You read me well. There is good news — I kid you not.
This is not a gimmick, an ill-thought-out stratagem of mine to have you click on my post and read it. As Spanish healthcare worker Teresa Romero has entered a 48-hour decisive period [at the end of which we may find what will happen to her] and as more attention is given to the presence of ebola in the United States, with details of the second confirmed case of transmission of the virus outside of Africa, there is, after all, good news.
It’s not necessarily breaking news.
I also believe that the significance of the developments I am listing here [I am kinda summarizing to account for brevity so it may very well be that there is other good news around the murderous virus] may have been lost in the din generated by the more pressing news.
Good News #1: People afflicted with ebola can be cured.
In fact, as you’ll read in the link provided, there are even more cases of survival to ebola than those of American Christian missionaries Nancy Writebol and Dr. Kent Brantly, both subject of the hyperlinked exclusive NCB News story.
In an update to this post, the latest reports indicate that the Dallas nurse who caught the ebola virus while treating the Liberian tourist who died of the disease has received a plasma transfusion donated by Brantly.
People around the world prayed for him, says Kent Brantly |
Good News #2: The public reaction to the news about ebola outside of Africa — that includes the reaction in Spain, where Romero’s case was the first known to the world — has been, so far, more expectant than alarmist.
In the United States, the recent event in Dallas generated widespread fear and concern that may have at times bordered on panic and, perhaps, hysteria. That’s Brantly’s evaluation, as you can read in this report about a forum in which he participated at his alma mater, Abilene Christian University.

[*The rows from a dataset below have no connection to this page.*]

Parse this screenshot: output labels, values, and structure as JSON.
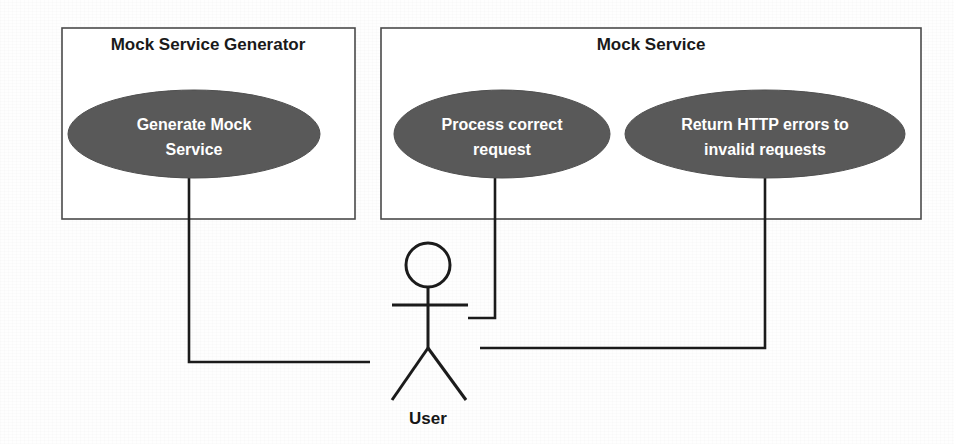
{
  "diagram": {
    "kind": "uml-use-case-diagram",
    "colors": {
      "page_background": "#fefefe",
      "boundary_stroke": "#4a4a4a",
      "boundary_fill": "#ffffff",
      "usecase_fill": "#595959",
      "usecase_stroke": "#4f4f4f",
      "usecase_text": "#ffffff",
      "title_text": "#1a1a1a",
      "association_stroke": "#1b1b1b",
      "actor_stroke": "#1b1b1b"
    },
    "boundaries": [
      {
        "id": "mock-service-generator",
        "title": "Mock Service Generator",
        "x": 62,
        "y": 28,
        "width": 293,
        "height": 191,
        "title_x": 208,
        "title_y": 50
      },
      {
        "id": "mock-service",
        "title": "Mock Service",
        "x": 381,
        "y": 28,
        "width": 540,
        "height": 191,
        "title_x": 651,
        "title_y": 50
      }
    ],
    "use_cases": [
      {
        "id": "generate-mock-service",
        "label": "Generate Mock Service",
        "lines": [
          "Generate Mock",
          "Service"
        ],
        "cx": 194,
        "cy": 134,
        "rx": 126,
        "ry": 44
      },
      {
        "id": "process-correct-request",
        "label": "Process correct request",
        "lines": [
          "Process correct",
          "request"
        ],
        "cx": 502,
        "cy": 134,
        "rx": 108,
        "ry": 44
      },
      {
        "id": "return-http-errors",
        "label": "Return HTTP errors to invalid requests",
        "lines": [
          "Return HTTP errors to",
          "invalid requests"
        ],
        "cx": 765,
        "cy": 134,
        "rx": 140,
        "ry": 44
      }
    ],
    "actors": [
      {
        "id": "user",
        "label": "User",
        "head_cx": 428,
        "head_cy": 265,
        "head_r": 22,
        "body_top": 287,
        "body_bottom": 348,
        "arm_y": 305,
        "arm_left_x": 392,
        "arm_right_x": 468,
        "leg_left_x": 392,
        "leg_right_x": 466,
        "leg_bottom_y": 400,
        "label_x": 428,
        "label_y": 424
      }
    ],
    "associations": [
      {
        "id": "assoc-generate-mock-service-user",
        "from": "generate-mock-service",
        "to": "user",
        "points": "189,172 189,362 370,362"
      },
      {
        "id": "assoc-process-correct-request-user",
        "from": "process-correct-request",
        "to": "user",
        "points": "495,172 495,318 468,318"
      },
      {
        "id": "assoc-return-http-errors-user",
        "from": "return-http-errors",
        "to": "user",
        "points": "765,172 765,348 480,348"
      }
    ]
  }
}
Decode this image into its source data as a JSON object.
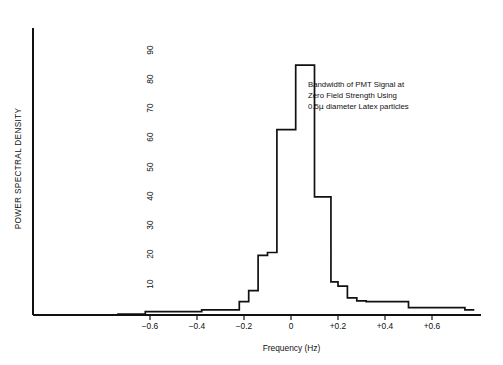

Virus free: Nancy Writebol and husband, David [Photo SIM USA] |
Similar to the Romero case, the young nurse’s story in Dallas has generated controversy after health authorities suggested that a “breach in protocol” — code for “her mistake” — may have resulted in her becoming afflicted with the virus.
Whether either healthcare worker was in fact responsible for the mishap, or there is some other type of failure that nobody knows about — are protective garments in use in fact effective and efficient to prevent the contagion? — is yet to be established.
The point that should not be lost is this: As reiterated many times by health authorities, only by direct contact with the bodily fluids of infected people can the ebola virus be transmitted.
Which brings me to…
Good News #3: If the present public reaction continues, we may be able to avoid a repetition of the AIDS-hysteria of the early 1980s.
Remember Ryan White? A hemophiliac, as you’ll read in the Wikipedia link, he contracted the HIV after getting contaminated blood during a transfusion.
If you don’t remember Ryan’s story or even knew about it, click on the link and get updated.
Even better: Click here to read the letter that British rocker Elton John wrote Ryan in 2010, on the 20th anniversary of Ryan’s death.
“Ryan, I wish you could know how much the world has changed since 1990, and how much you changed it,” says John to his friend in the letter.
The musician is of course talking about the contemporary public reaction to AIDS but in a way, I think, he could be talking about how the news on ebola is being dealt with in the present.